Mohammed Dajani Daoudi

Mohammed Dajani Daoudi is a Palestinian professor who has been a voice for reconciliation and peace amid one of the most contentious conflicts on the planet.  He founded and chairs an organization called Wasatia with goals that show the breadth of his vision:  to end the Israeli occupation through negotiated means, to help Palestinians understand the Holocaust, and to bring a deeper and more rational understanding of Islam to both the Middle East and the West.  Wasatia, which in Arabic means “the Middle Way,” aims to bring a message of peace, moderation, justice, co-existence, tolerance and reconciliation to the Palestinian community.

Dajani was a founder of the Department of American Studies at Al Quds University in Jerusalem.  However, he lost his job at Al Quds when he engaged in a pilot project to promote understanding.  He took Palestinians to Auschwitz to help them understand what happened in the Holocaust how that that impacts the perspective of Israeli Jews.  Then he took Israeli Jews to refugee camps in the West Bank to understand Palestinian dislocation and suffering.  Evidently that was too much for Al Quds!  His car was also torched and his life threatened for not following the anti-normalization and pro-boycott line advocated by many Palestinians.  As Dajani said, “We are standing with a voice of reason, so that people don’t only hear the voice of extremism.”

One of his passions has been to lift up the classical understanding of Islam as a religion of moderation, reconciliation and peace.  To counter some of the anti-Jewish and anti-Christian expressions coming from some sectors of the Muslim community, Dajani seeks to show the interfaith values lifted up in the Qur’an and the life of Muhammad.  He says, “We want to reverse this trend by arguing against the dominant paradigm that Islam comes to replace other religions that preceded it such as Judaism and Christianity by explaining and showing that Islam, according to its foundational Quranic texts, was sent to complement other faiths and calls for cooperation and coexistence with other religions.”

Dajani has spoken at countless international and interfaith conferences and written extensively on the topics of reconciliation, peace, and Islam.  He has established a special graduate level program on Peace and Reconciliation Studies in cooperation with various universities around the world.  He invites Palestinian and Israeli students to learn in both Israel and Palestine and then explore more in other countries.  His hope is to bring these students back to teach peace-building and dialog back in their homeland.

Professor Dejani is a forward-looking person.  When asked what keeps him going in such a difficult context with so much resistance, he responded, “We owe it to future generations.

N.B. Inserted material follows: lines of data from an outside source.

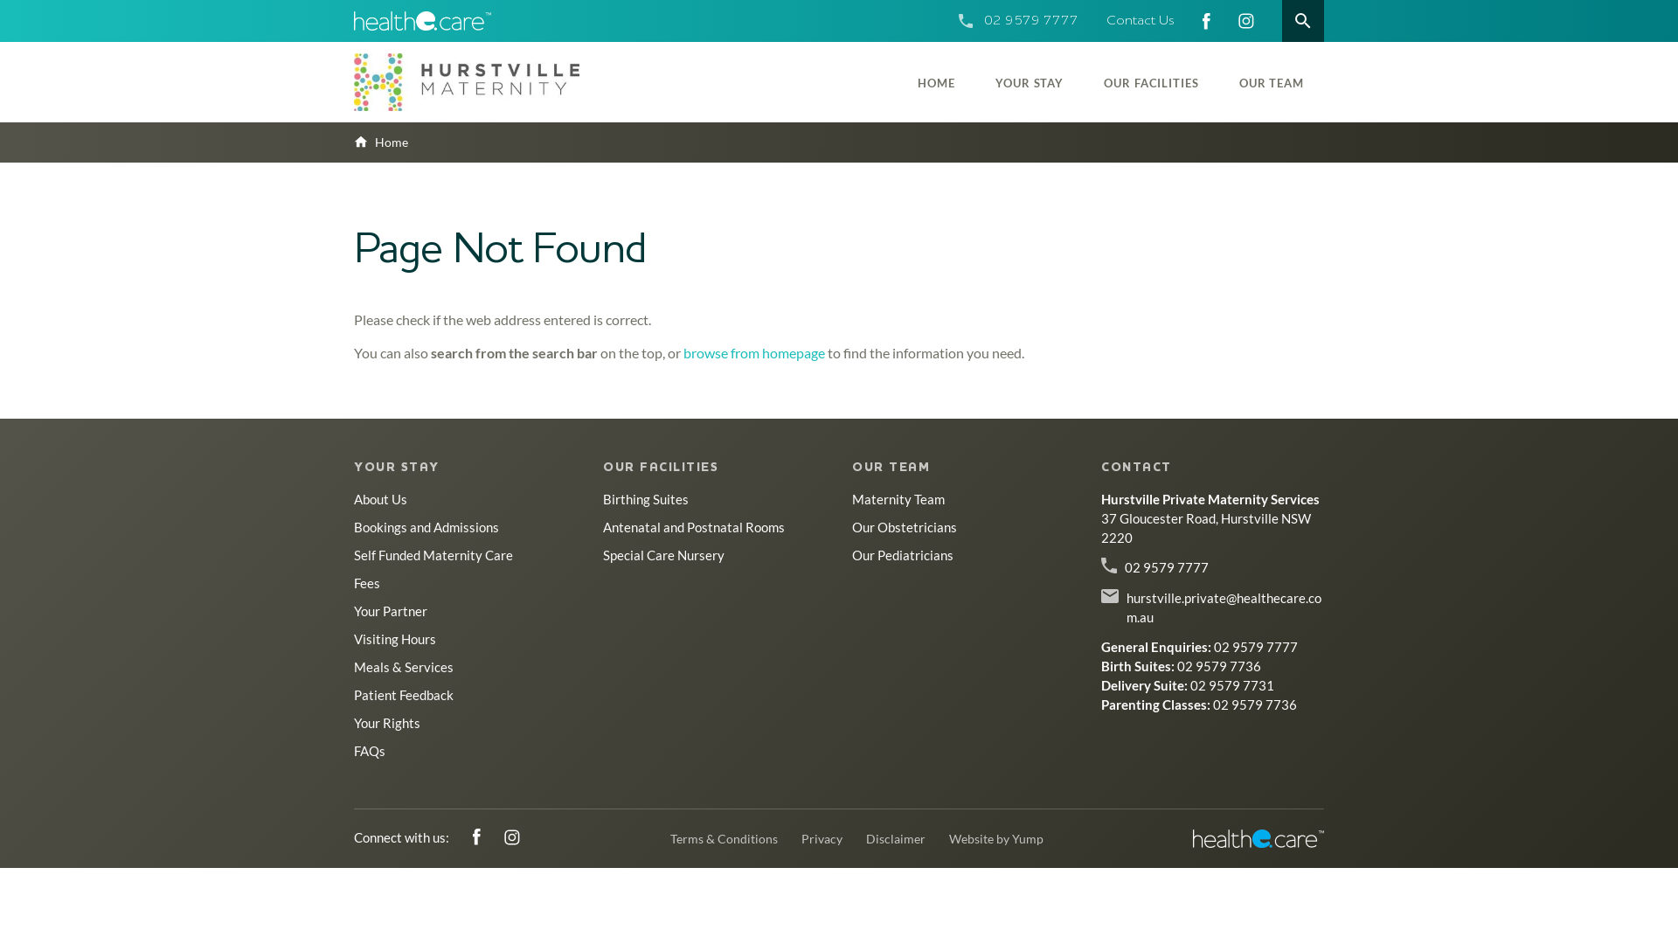  What do you see at coordinates (1246, 21) in the screenshot?
I see `instagram page - hurstvilleprivatehospital` at bounding box center [1246, 21].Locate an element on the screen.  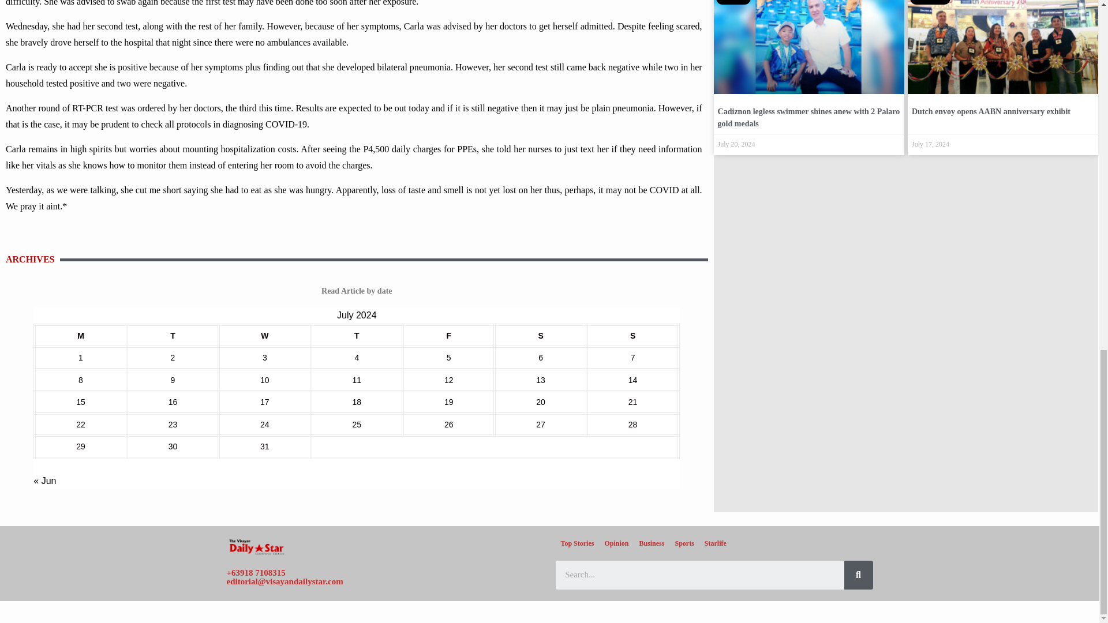
Wednesday is located at coordinates (264, 336).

It is our responsibility to leave a heritage of peace….We can learn from each other to build a better more peaceful future. We need to focus on our common values, on what brings us together not what sets us apart.”

In his lectures Dejani often tells a story from the Talmud he learned from a Jewish friend:  “A king walking in the fields came across an old man planting a tree. He asked him: Old man, why are you planting a tree when you are too old to eat its fruit? The old man responded, Oh my king, our grandparents planted trees and we ate their fruit and we plant so that our grandchildren would eat its fruit.”  Dejani then concludes, “Sadly, we have inherited this conflict from our grandparents and we owe it to our grandchildren to leave them a heritage of peace so they may live in security and prosperity.”